6 of 7 people found the following review helpful.
Great gift for music-lovers!
By Steven P. Kirn
Tis book may not revolutionize our understanding of music, but it is a very good choice as a gift for your musician (or music-loving) friends and family. My son is a composer, and rated it very highly.
2 of 2 people found the following review helpful.
The Rise Of Music
By S. Pactor
I don't like to start book reviews by quoting a paragraph from the introduction, but I think it's the best move here:
Status, purpose, places and spaces, technology, and liberation- these are the five categories I will explore to explain music's march to cultural supremacy. What follows is an exercise in social, cultural and political history, not musicology- no technical knowledge of music is required.
Often when I read a good book, I'm unsure whether I find the thesis convincing because I already agreed before I read the specific book (the book just reinforced pre existing belief) or whether the argument was just objectively convincing. In this case, i can firmly declare that both are true- first- I totally agreed with the above stated thesis before I picked up this book AND that Blanning- the Professor of Modern European History at Cambridge University- writes in such an objectively pleasing fashion that is hard not to get swept up in his five stage analysis of "the triumph of music."

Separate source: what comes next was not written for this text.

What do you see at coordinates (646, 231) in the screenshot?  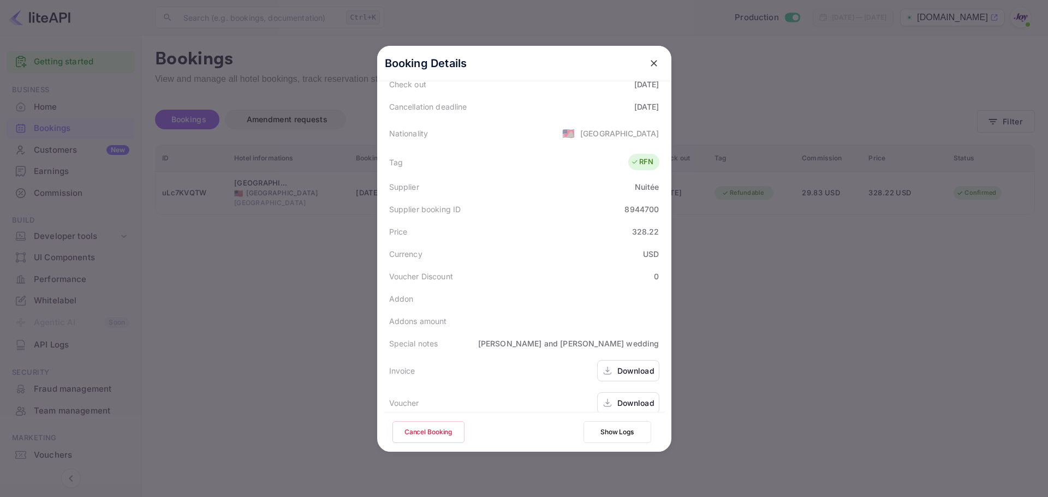 I see `div: 328.22` at bounding box center [646, 231].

When this book begins, musicians are servants and slaves. The examples selected are the German composers of the 18th century. At the beginning of Chapter one, musicians like Handel, Haydn and Mozart are writing their masterpieces at the bequest of various German princes, and for them alone. Over the course of the 18th century and into the 19th century, this model of musicianship is overwhelmed by the now familiar idea of musicians as cultural celebrity. A recent still-relevant example is Liszt- whose "demonic" piano playing inspired the kind of swoons a modern associates with the Beatles. This initial transformation from musician/composer from court servant to celebrity is embodied by Wagner. Wagner's triumph in German culture remains largely unequalled, at it is to Wagner that all subsequent musicians must look for a benchmark of "how far you can go."
The role of the purpose of music in the march towards triumph is the focus of the second chapter. Here, the point is embodied by a sub chapter heading "The Secularization of Society, the Sacralization of Music." Blanning described- in matter of fact fashion how music moved from being an Assertion of Power on behalf of a specific monarch, to an instrument used in worship, to it's more or less present state as a good to be consumed by the public in the form of concert. Along the way, music audiences were convinced to take music very seriously, a process referred to by Blanning as "Sacralization"(i.e. making something sacred) at the same time, the movement of music appreciation out of the court and into the bourgeois and working classed meant that the audience for music exploded.

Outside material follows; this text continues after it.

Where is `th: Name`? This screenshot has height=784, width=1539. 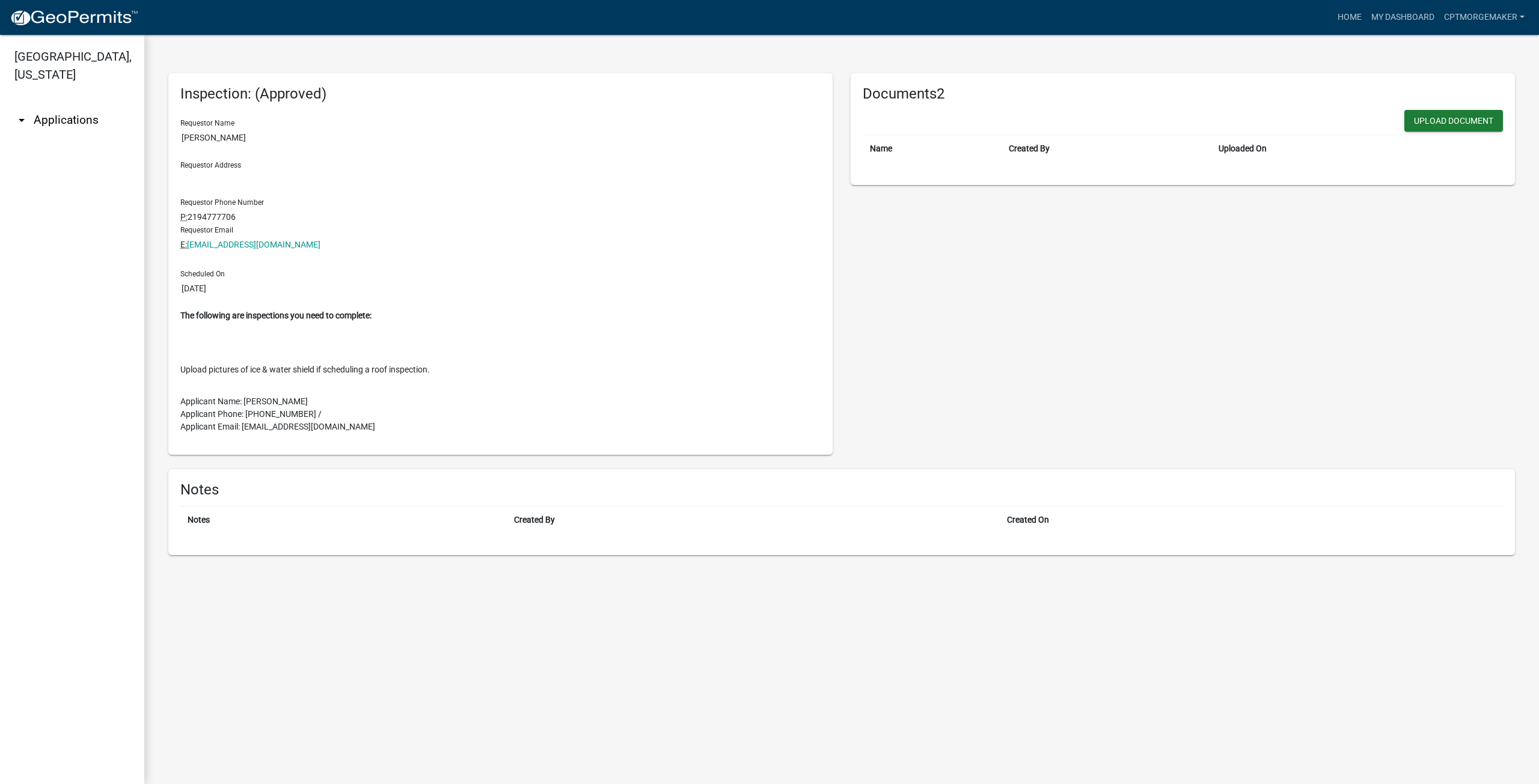 th: Name is located at coordinates (932, 149).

Then he is on to the role of physical space (an interesting summary of work about how places to hear music became more 'church like' and how the number of places to hear music expanded to included venues for the middle and lower classes (specifically pleasure gardens and music halls in the late 18th century and 19th century.)

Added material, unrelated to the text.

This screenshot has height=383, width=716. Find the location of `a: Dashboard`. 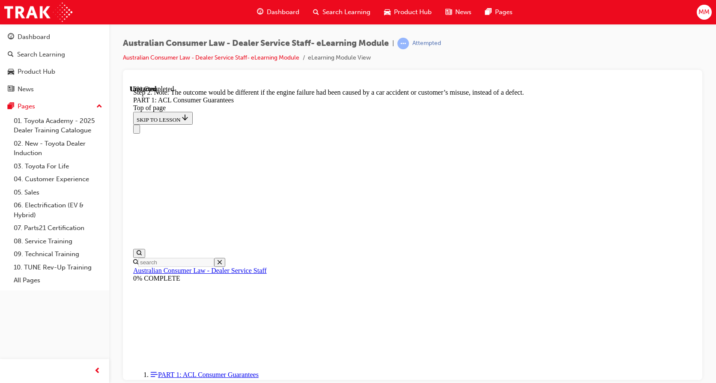

a: Dashboard is located at coordinates (54, 37).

Finally, Blanning handles the role of technology- a subject I've written about so often here that I found his writing duplicative of books I've already read and a final, weak, chapter on the liberating power of music for disempowered minorities. On the whole, it's an excellent, recent summary of the ways in which music is a social project composed of composers, performers and audiences. Blanning assumes that music does not actually exist without all three individuals- music is a social experience, no matter what romanticists and their followers may claim. I recommend this book for anyone looking for a cogent thesis about the role of music in modern society.